Examine the output once the job completes. The output consists of four columns - datetime, Consumption (actual), Consumption (predicted), Anomaly Score.

[flink-htm-examples]$ cat /tmp/hotgym-output.csv
07/02/10 00:00,21.2,0.0,1.0
07/02/10 01:00,16.4,21.2,1.0
07/02/10 02:00,4.7,16.4,1.0
07/02/10 03:00,4.7,4.7,1.0
07/02/10 04:00,4.6,4.7,1.0
...
12/31/10 19:00,10.5,21.1,0.65
12/31/10 20:00,5.3,10.5,0.075
12/31/10 21:00,5.1,5.3,0.175
12/31/10 22:00,5.0,5.1,0.025

NYC Traffic Tutorial

Another well-known example in the NuPIC community is the NYC traffic anomalies tutorial. Given a data stream of traffic reports as provided by the NYDOT via the River View service, numerous HTM models are trained (in parallel) to detect anomalous traffic patterns.
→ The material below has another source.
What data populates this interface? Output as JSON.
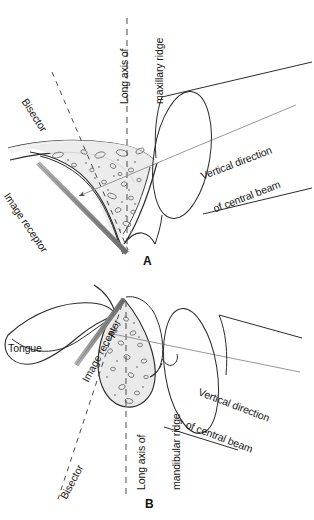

As seen in the screencast, the models are used to identify highly anomalous routes occurring during a certain time period.

The flink-htm embodiment is at flink-htm-examples/.../traffic/Traffic.scala.

Running

Launch the traffic Flink job:

[flink-htm-examples]$ bin/run-example -p 1 traffic.Demo --output file:///tmp/traffic-output-1.csv

Examine the output once the job completes. The output consists of three columns - datetime, streamId (i.e. a particular route), Anomaly Score.

[flink-htm-examples]$ cat /tmp/traffic-output-1.csv
2015-08-03T00:55:25.000-04:00,204,1.0
2015-08-03T10:07:25.000-04:00,204,1.0
2015-08-03T11:07:25.000-04:00,204,1.0
...
2015-08-03T15:58:26.000-04:00,446,0.9
2015-08-03T20:18:25.000-04:00,446,0.95
2015-08-03T20:38:25.000-04:00,446,0.9

Increasing Parallelism

In all situations, a separate HTM model will be trained for each traffic route, due to the keyBy operation on the inference stream. To maximize performance, numerous task slots may be leveraged to train those models in parallel. To increase the parallelism, adjust the -p flag passed to the bin/run-example script. Be sure to configure your Flink environment to have sufficient task slots (as described at the top).

[flink-htm-examples]$ bin/run-example -p 4 traffic.Demo --output file:///tmp/traffic-output-4.csv

Note that the job code sets the csv sink's parallelism to 1, to ensure that single file is written. If not for that, numerous csv files would be emitted (one per parallel instance of the sink).